Or the 3 for that matter?Slide5
log
2
n
n
n
log
2
n
n
22n24816 16382464 25641664256 65,5365321601,0244,294,967,2966643844,0961.84 x 1019 712889616,3843.40 x 103882562,04865,5361.16 x 10779512
4,608
262,144
1.34 x 10154101,02410,240 (.000003s)1,048,576 (.0003s)1.80 x 10308301,300,000,00039000000000(13s)1690000000000000000 (18 years)2.3 x 10391,338,994Slide6
Definition of Big-O
We say a function f(n) is
“big-O”
of another function g(n), and write
“f(n) is O(g(n))” iff there exist positive constants c and n0 such that for all n ≥ n0
, f(n
) ≤
c g(n
). Slide7
Image has been put in the public domain by its author. http
://commons.wikimedia.org/wiki/File:Kitten_(06)_by_Ron.jpgSlide8
Definition of Big-O
We say a function f(n) is
“big-O”
of another function g(n), and write
“f(n) is O(g(n))” iff there exist positive constants c and n0 such that for all n ≥ n0
, f(n
) ≤
c g(n
).
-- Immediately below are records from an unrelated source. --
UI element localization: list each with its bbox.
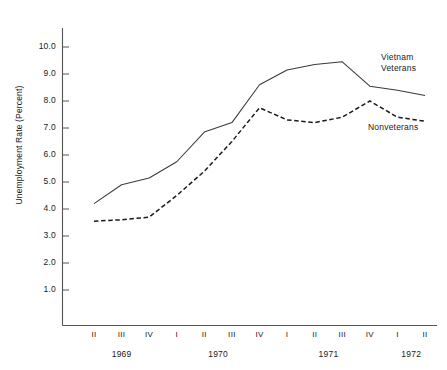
chart-figure: Unemployment Rate (Percent) 1.02.03.04.0… <box>0 0 447 370</box>
y-tick-label: 5.0 <box>30 176 56 186</box>
x-tick-label-quarter: III <box>109 330 135 339</box>
series-label-line: Vietnam <box>381 52 416 63</box>
x-tick-label-quarter: IV <box>357 330 383 339</box>
x-axis-year-label: 1971 <box>308 349 348 359</box>
x-tick-label-quarter: II <box>412 330 438 339</box>
x-tick-label-quarter: II <box>302 330 328 339</box>
x-tick-label-quarter: I <box>274 330 300 339</box>
series-label-line: Nonveterans <box>368 122 418 133</box>
y-tick-label: 2.0 <box>30 257 56 267</box>
x-tick-label-quarter: II <box>81 330 107 339</box>
x-tick-label-quarter: IV <box>136 330 162 339</box>
y-tick-label: 7.0 <box>30 122 56 132</box>
x-axis-year-label: 1972 <box>391 349 431 359</box>
x-tick-label-quarter: II <box>191 330 217 339</box>
y-tick-label: 6.0 <box>30 149 56 159</box>
x-axis-year-label: 1970 <box>198 349 238 359</box>
y-axis-ticks <box>63 47 70 290</box>
y-tick-label: 4.0 <box>30 203 56 213</box>
x-tick-label-quarter: III <box>219 330 245 339</box>
series-label-line: Veterans <box>381 63 416 74</box>
x-tick-label-quarter: I <box>164 330 190 339</box>
series-line-nonveterans <box>94 101 425 221</box>
chart-plot-area <box>0 0 447 370</box>
x-tick-label-quarter: I <box>384 330 410 339</box>
x-tick-label-quarter: III <box>329 330 355 339</box>
y-tick-label: 1.0 <box>30 284 56 294</box>
series-paths <box>94 62 425 221</box>
y-tick-label: 9.0 <box>30 68 56 78</box>
x-tick-label-quarter: IV <box>247 330 273 339</box>
y-tick-label: 8.0 <box>30 95 56 105</box>
y-tick-label: 10.0 <box>30 41 56 51</box>
x-axis-year-label: 1969 <box>102 349 142 359</box>
y-tick-label: 3.0 <box>30 230 56 240</box>
series-label-nonveterans: Nonveterans <box>368 122 418 133</box>
series-label-vietnam-veterans: VietnamVeterans <box>381 52 416 74</box>
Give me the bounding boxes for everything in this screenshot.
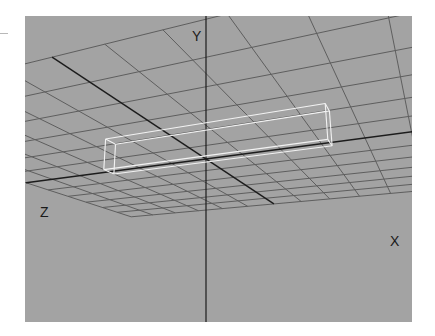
- ground-grid: [25, 16, 412, 217]
- z-axis-label: Z: [40, 205, 49, 219]
- x-axis-label: X: [390, 234, 399, 248]
- scene-canvas[interactable]: [25, 16, 412, 322]
- 3d-viewport[interactable]: Y Z X: [25, 16, 412, 322]
- stray-mark: [0, 33, 8, 34]
- y-axis-label: Y: [192, 29, 201, 43]
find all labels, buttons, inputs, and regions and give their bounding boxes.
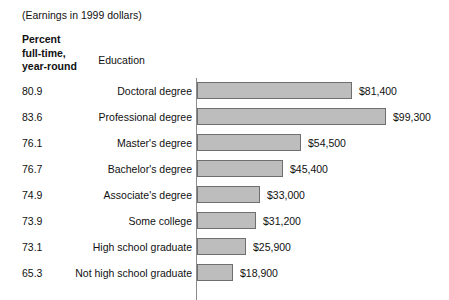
education-column-header: Education: [0, 54, 197, 66]
table-row: 83.6Professional degree$99,300: [0, 104, 449, 130]
table-row: 74.9Associate's degree$33,000: [0, 182, 449, 208]
percent-value: 76.1: [22, 130, 42, 156]
education-category-label: Some college: [55, 208, 192, 234]
bar-value-label: $31,200: [263, 208, 301, 234]
education-category-label: Professional degree: [55, 104, 192, 130]
bar-value-label: $25,900: [253, 234, 291, 260]
percent-value: 74.9: [22, 182, 42, 208]
bar: [197, 212, 256, 229]
percent-value: 80.9: [22, 78, 42, 104]
education-category-label: Doctoral degree: [55, 78, 192, 104]
bar-value-label: $81,400: [359, 78, 397, 104]
bar-value-label: $54,500: [308, 130, 346, 156]
percent-value: 76.7: [22, 156, 42, 182]
table-row: 80.9Doctoral degree$81,400: [0, 78, 449, 104]
education-category-label: Associate's degree: [55, 182, 192, 208]
table-row: 76.1Master's degree$54,500: [0, 130, 449, 156]
percent-value: 73.1: [22, 234, 42, 260]
bar-value-label: $45,400: [290, 156, 328, 182]
bar: [197, 82, 352, 99]
bar-value-label: $18,900: [240, 260, 278, 286]
education-category-label: Master's degree: [55, 130, 192, 156]
bar: [197, 134, 301, 151]
education-category-label: Bachelor's degree: [55, 156, 192, 182]
bar: [197, 160, 283, 177]
education-column-header-label: Education: [98, 54, 145, 66]
table-row: 73.1High school graduate$25,900: [0, 234, 449, 260]
bar-value-label: $33,000: [267, 182, 305, 208]
bar: [197, 264, 233, 281]
table-row: 73.9Some college$31,200: [0, 208, 449, 234]
percent-value: 83.6: [22, 104, 42, 130]
earnings-by-education-chart: (Earnings in 1999 dollars) Percent full-…: [0, 0, 449, 300]
percent-value: 73.9: [22, 208, 42, 234]
table-row: 65.3Not high school graduate$18,900: [0, 260, 449, 286]
bar: [197, 108, 386, 125]
chart-title: (Earnings in 1999 dollars): [22, 9, 142, 21]
bar: [197, 186, 260, 203]
education-category-label: High school graduate: [55, 234, 192, 260]
education-category-label: Not high school graduate: [55, 260, 192, 286]
percent-header-line-1: Percent: [22, 33, 77, 47]
table-row: 76.7Bachelor's degree$45,400: [0, 156, 449, 182]
bar-value-label: $99,300: [393, 104, 431, 130]
bar: [197, 238, 246, 255]
percent-value: 65.3: [22, 260, 42, 286]
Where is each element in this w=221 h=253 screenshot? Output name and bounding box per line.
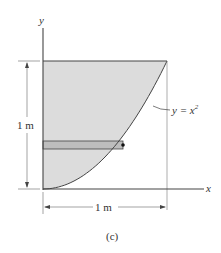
curve-leader xyxy=(153,106,170,110)
differential-strip xyxy=(43,141,123,149)
height-arrow-up xyxy=(25,62,29,68)
strip-point xyxy=(121,143,125,147)
shaded-region xyxy=(43,61,167,189)
x-axis-label: x xyxy=(205,182,211,194)
y-axis-label: y xyxy=(38,14,44,26)
height-arrow-down xyxy=(25,182,29,188)
width-dimension: 1 m xyxy=(95,201,112,213)
width-arrow-left xyxy=(44,205,50,209)
curve-label: y = x2 xyxy=(171,103,199,116)
height-dimension: 1 m xyxy=(17,119,34,131)
width-arrow-right xyxy=(160,205,166,209)
diagram: x y y = x2 1 m 1 m (c) xyxy=(0,0,221,253)
figure-caption: (c) xyxy=(106,230,119,243)
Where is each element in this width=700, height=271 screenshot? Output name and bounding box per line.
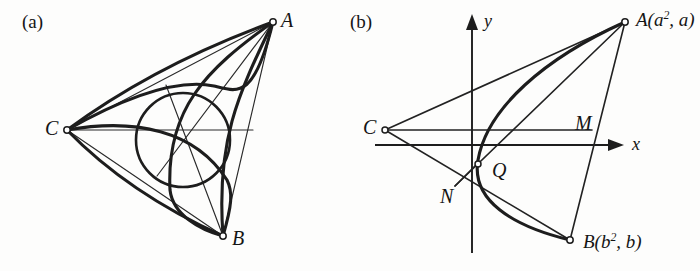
line-CB bbox=[385, 130, 570, 240]
label-B-tail: , b) bbox=[616, 231, 641, 252]
point-dot-A bbox=[622, 19, 628, 25]
label-b-point-M: M bbox=[575, 113, 592, 133]
panel-b-tag: (b) bbox=[350, 12, 372, 31]
label-b-point-N: N bbox=[440, 186, 453, 206]
point-dot-B bbox=[567, 237, 573, 243]
label-b-point-B-coords: B(b2, b) bbox=[583, 232, 642, 251]
label-a-vertex-C: C bbox=[45, 118, 58, 138]
y-axis-arrowhead bbox=[466, 14, 478, 30]
label-b-point-C: C bbox=[363, 117, 376, 137]
x-axis-arrowhead bbox=[608, 139, 624, 151]
point-dot-C bbox=[382, 127, 388, 133]
label-a-vertex-A: A bbox=[281, 10, 293, 30]
panel-a-thick-curves bbox=[67, 22, 273, 236]
label-b-axis-y: y bbox=[484, 12, 492, 30]
panel-a-tag: (a) bbox=[22, 12, 43, 31]
label-B-base: B(b bbox=[583, 231, 610, 252]
figure-root: (a) (b) A B C y x C M N Q A(a2, a) B(b2,… bbox=[0, 0, 700, 271]
panel-b-diagram bbox=[350, 0, 700, 271]
cevian-B bbox=[166, 85, 223, 236]
point-dot-Q bbox=[475, 161, 481, 167]
vertex-dot-C bbox=[64, 127, 70, 133]
label-A-tail: , a) bbox=[669, 9, 694, 30]
vertex-dot-B bbox=[220, 233, 226, 239]
label-b-axis-x: x bbox=[632, 135, 640, 153]
label-b-point-A-coords: A(a2, a) bbox=[636, 10, 695, 29]
label-A-base: A(a bbox=[636, 9, 663, 30]
label-a-vertex-B: B bbox=[232, 228, 244, 248]
label-b-point-Q: Q bbox=[492, 160, 506, 180]
panel-a-thin-lines bbox=[67, 22, 273, 236]
vertex-dot-A bbox=[270, 19, 276, 25]
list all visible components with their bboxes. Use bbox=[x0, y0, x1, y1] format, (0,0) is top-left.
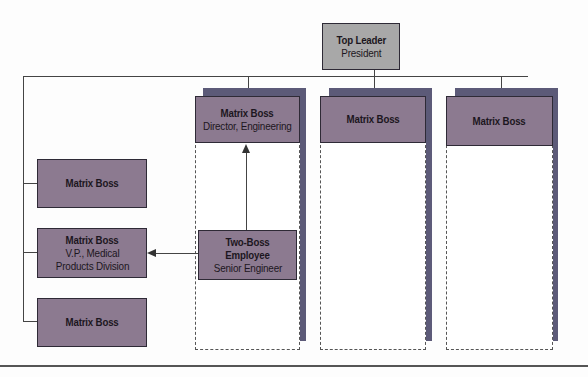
column-1-boss-title: Matrix Boss bbox=[221, 107, 274, 120]
column-1-boss-subtitle: Director, Engineering bbox=[203, 120, 292, 133]
left-boss-1-box: Matrix Boss bbox=[37, 159, 147, 208]
left-boss-2-box: Matrix Boss V.P., Medical Products Divis… bbox=[37, 228, 147, 278]
left-vertical-connector bbox=[23, 76, 24, 321]
column-2-boss-box: Matrix Boss bbox=[320, 96, 426, 143]
arrow-up-icon bbox=[242, 144, 250, 153]
left-boss-2-title: Matrix Boss bbox=[66, 234, 119, 247]
column-3-boss-title: Matrix Boss bbox=[473, 115, 526, 128]
employee-subtitle: Senior Engineer bbox=[213, 262, 281, 275]
left-boss-3-box: Matrix Boss bbox=[37, 298, 147, 347]
column-1-boss-box: Matrix Boss Director, Engineering bbox=[195, 96, 300, 143]
column-3-boss-box: Matrix Boss bbox=[446, 96, 553, 146]
employee-title: Two-Boss Employee bbox=[205, 236, 290, 262]
left-boss-3-title: Matrix Boss bbox=[66, 316, 119, 329]
bottom-rule bbox=[0, 365, 588, 367]
left-boss-2-subtitle: V.P., Medical Products Division bbox=[49, 247, 135, 273]
left-boss-1-title: Matrix Boss bbox=[66, 177, 119, 190]
left-boss-2-connector bbox=[23, 252, 37, 253]
column-2-boss-title: Matrix Boss bbox=[347, 113, 400, 126]
top-horizontal-connector bbox=[23, 76, 528, 77]
two-boss-employee-box: Two-Boss Employee Senior Engineer bbox=[198, 230, 297, 280]
top-leader-title: Top Leader bbox=[336, 34, 386, 47]
top-leader-box: Top Leader President bbox=[322, 23, 400, 70]
column-2-area bbox=[320, 140, 426, 350]
arrow-left-icon bbox=[147, 249, 156, 257]
left-boss-3-connector bbox=[23, 321, 37, 322]
left-boss-1-connector bbox=[23, 183, 37, 184]
employee-to-director-line bbox=[246, 152, 247, 230]
employee-to-vp-line bbox=[155, 253, 198, 254]
top-leader-subtitle: President bbox=[341, 47, 381, 60]
column-3-area bbox=[446, 140, 553, 350]
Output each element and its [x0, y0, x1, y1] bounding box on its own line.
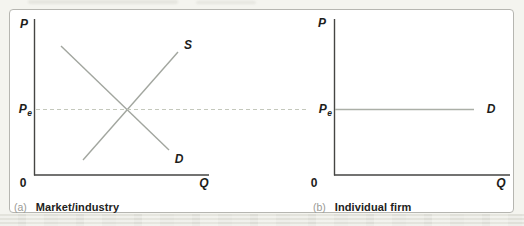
panel-a-supply-label: S — [184, 39, 192, 51]
panel-b-caption: (b) Individual firm — [313, 199, 411, 213]
panel-a-demand-curve — [61, 46, 169, 150]
panel-b-caption-tag: (b) — [313, 201, 326, 214]
panel-a-caption-tag: (a) — [14, 201, 27, 214]
panel-a-supply-curve — [83, 52, 178, 160]
panel-a-equilibrium-price-label: Pe — [10, 102, 32, 117]
scanned-page: P Pe S D 0 Q (a) Market/industry P Pe D … — [0, 0, 524, 226]
panel-a-price-axis-label: P — [20, 18, 28, 30]
panel-b-origin-label: 0 — [311, 177, 318, 189]
diagram-canvas — [10, 10, 513, 212]
panel-a-demand-label: D — [175, 153, 184, 165]
panel-a-caption-text: Market/industry — [36, 201, 119, 214]
panel-a-quantity-axis-label: Q — [199, 177, 208, 189]
figure-frame: P Pe S D 0 Q (a) Market/industry P Pe D … — [9, 9, 514, 213]
pe-base: P — [19, 102, 27, 116]
panel-a-origin-label: 0 — [20, 177, 27, 189]
panel-a-caption: (a) Market/industry — [14, 199, 119, 213]
panel-b-price-axis-label: P — [318, 17, 326, 29]
panel-b-demand-label: D — [487, 103, 496, 115]
pe-subscript: e — [327, 108, 332, 118]
panel-b-equilibrium-price-label: Pe — [310, 102, 332, 117]
panel-b-quantity-axis-label: Q — [496, 177, 505, 189]
pe-base: P — [319, 102, 327, 116]
scan-artifact — [28, 0, 178, 4]
scan-texture-strip — [0, 214, 524, 226]
pe-subscript: e — [27, 108, 32, 118]
panel-b-caption-text: Individual firm — [335, 201, 412, 214]
scan-artifact — [196, 1, 256, 4]
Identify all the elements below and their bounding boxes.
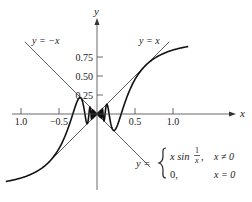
piecewise-definition: y = x sin 1 x , x ≠ 0 0, x = 0 <box>135 146 235 180</box>
x-tick-label: 0.5 <box>129 116 142 127</box>
y-ticks: 0.250.500.75 <box>76 52 104 101</box>
piece2-expr: 0, <box>170 169 178 180</box>
piece1-expr: x sin <box>169 151 190 162</box>
y-tick-label: 0.25 <box>76 90 94 101</box>
function-plot: 1.0−0.50.51.0 0.250.500.75 x y y = −x y … <box>0 0 252 202</box>
x-axis-label: x <box>239 107 245 119</box>
piece1-denominator: x <box>194 156 199 165</box>
label-y-equals-x: y = x <box>138 35 160 46</box>
label-y-equals-neg-x: y = −x <box>31 35 60 46</box>
brace-icon <box>159 148 166 178</box>
piecewise-lhs: y = <box>135 158 150 169</box>
y-tick-label: 0.75 <box>76 52 94 63</box>
y-axis-arrow-icon <box>95 18 100 25</box>
y-axis-label: y <box>93 5 99 17</box>
x-axis-arrow-icon <box>229 112 236 117</box>
x-tick-label: 1.0 <box>15 116 28 127</box>
y-tick-label: 0.50 <box>76 71 94 82</box>
piece1-condition: x ≠ 0 <box>213 151 234 162</box>
x-tick-label: −0.5 <box>50 116 68 127</box>
piece1-comma: , <box>201 151 204 162</box>
x-tick-label: 1.0 <box>167 116 180 127</box>
piece2-condition: x = 0 <box>213 169 235 180</box>
piece1-numerator: 1 <box>195 146 199 155</box>
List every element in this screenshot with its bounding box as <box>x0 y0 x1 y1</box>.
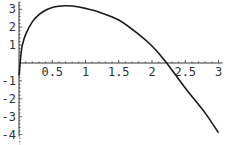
x-tick-label: 2 <box>148 65 155 79</box>
y-tick-label: 1 <box>9 38 16 52</box>
tick-labels: 0.511.522.53321-1-2-3-4 <box>2 2 223 141</box>
y-tick-label: 3 <box>9 2 16 16</box>
y-tick-label: -4 <box>2 128 16 142</box>
plot-area: 0.511.522.53321-1-2-3-4 <box>0 0 227 145</box>
y-tick-label: -1 <box>2 74 16 88</box>
x-tick-label: 3 <box>215 65 222 79</box>
x-tick-label: 1 <box>82 65 89 79</box>
x-tick-label: 0.5 <box>41 65 63 79</box>
y-tick-label: 2 <box>9 20 16 34</box>
y-tick-label: -2 <box>2 92 16 106</box>
y-tick-label: -3 <box>2 110 16 124</box>
x-tick-label: 1.5 <box>108 65 130 79</box>
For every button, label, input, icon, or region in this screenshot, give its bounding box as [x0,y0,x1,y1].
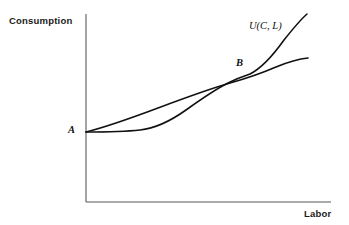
y-axis-label: Consumption [9,15,72,26]
production-function-curve [86,58,308,132]
plot-area [0,0,349,225]
point-label-b: B [236,57,243,68]
x-axis-label: Labor [304,208,331,219]
point-label-a: A [68,124,75,135]
economics-diagram: Consumption Labor A B U(C, L) [0,0,349,225]
utility-curve-label: U(C, L) [249,20,282,31]
utility-curve [86,14,307,132]
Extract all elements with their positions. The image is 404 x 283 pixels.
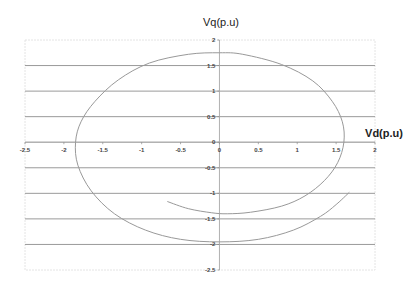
x-axis-title: Vd(p.u) bbox=[365, 127, 403, 139]
x-tick-label: -1.5 bbox=[98, 147, 109, 153]
x-tick-label: 2 bbox=[373, 147, 377, 153]
y-tick-label: 0.5 bbox=[207, 114, 216, 120]
x-tick-label: -2 bbox=[61, 147, 67, 153]
x-tick-label: -0.5 bbox=[175, 147, 186, 153]
y-tick-label: -1.5 bbox=[205, 216, 216, 222]
x-tick-label: -2.5 bbox=[20, 147, 31, 153]
y-tick-label: 1.5 bbox=[207, 63, 216, 69]
chart: -2.5-2-1.5-1-0.500.511.52 21.510.50-0.5-… bbox=[0, 0, 404, 283]
plot-area bbox=[25, 40, 375, 270]
x-tick-label: 1.5 bbox=[332, 147, 341, 153]
x-tick-label: -1 bbox=[139, 147, 145, 153]
y-tick-label: -2.5 bbox=[205, 267, 216, 273]
y-tick-label: -0.5 bbox=[205, 165, 216, 171]
x-tick-label: 0.5 bbox=[254, 147, 263, 153]
y-tick-label: -1 bbox=[210, 190, 216, 196]
y-axis-title: Vq(p.u) bbox=[203, 16, 239, 28]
What you need to know:O(X) describes an “upper bound”—the algorithm will perform no worse than X (maybe better than X)We ignore constant factors in saying thatWe ignore behavior for “small” n Slide9
Translating code to a f(n) model of the performance
Statements
Cost
1
double
findAvg
( Vector<
int
>& grades ){2 double sum = 0;13 int count = 0;14 while ( count < grades.size() ) {n + 15 sum += grades[count];n6 count++;n7 }8 if ( grades.size() > 0 )19 return sum / grades.size();10 else111 return 0.0;12}ALL3n+5
Do we really care about the +5?
Or the 3 for that matter?Slide10
Big-O
Interpreting graphsSlide11
f2 is O(f
1)
TRUE
FALSE
Why or why not?
f
1
f
2
“f(n) is O(g(n))” iff Slide12
f1 is O(f
2)
TRUE
FALSE
Why or why not?
f
1
f
2
“f(n) is O(g(n))” iff Slide13
f
2 = O(f1)
because
f
1 is above f2—an “upper bound”But also true: f1 = O(f2)We can move
f
2
above f
1
by multiplying by cf1f2f(n) is O(g(n)), if there are positive constants c and n0 such that f(n) ≤ c * g(n) for all n ≥ n0. Slide14
f
3 is O(f1)
TRUE
FALSE
The constant c cannot rescue us here “because calculus.”
f
1
f
2
f3 “f(n) is O(g(n))” iff Slide15
Announcements:
Assignments 3&4 are traditionally thought of as one assignment, but I separated out the deadlines because it’s a lot to manage.Assignment 3 went out Friday (recursion warm-ups)Due this Friday
As of last Wednesday, you have all necessary topics
Assignment 4 goes out tomorrow (Boggle)
Due next WednesdayAs of this Wednesday, you will have all necessary topicsSuggestion: read the chapter about classes and objects NOW, so you can really hit the ground running WednesdayI will be out of town for the rest of the weekCS106B’s Marty Stepp will be lecturing Wednesday and FridayNo instructor office hours this week
—use Piazza to reach me
15Slide16
Simplifying Big-O Expressions
We always report Big-O analyses in simplified form and generally give the tightest bound we can
Some examples:
Let
f(n) = 3 log2n + 4 nlog2n +
n………..f(n) is O( ).
Let f(n) = 546 + 34n +
2n
2
……………..…..f(n) is O( ).Let f(n) = 2n + 14n2 + 4n3……………..…...f(n) is O( ).Let f(n) = 100……………………....…..…...f(n) is O( ).Slide17
Big-O
Applying to algorithmsSlide18
Applying Big-O to Algorithms
Some familiar examples:
Binary search…….
…………..is O( ) where n is .
Fauxtoshop edge detection...is O( ) where n is .
0
1
2
3
456789102781325293351899095R -1C -1R -1C +0R -1C +1R +0C -1R +0C +0R +0C +1R +1C -1R +1C +0R +1C +1Slide19
Applying Big-O to Algorithms
Some code examples:
for (
int
i =
data.size
() - 1;
i
>= 0;
i -= 3){ for (int j = 0; j < data.size(); j += 3){ cout << data[i] << data[j] << endl; }}is O( ) where n is data.size().Slide20
Applying Big-O to Algorithms
Some code examples:
for (int
i = 0
; i < data.size();
i += (
data.size
() / 5)) {
cout
<< data[i] << endl; }is O( ) where n is data.size().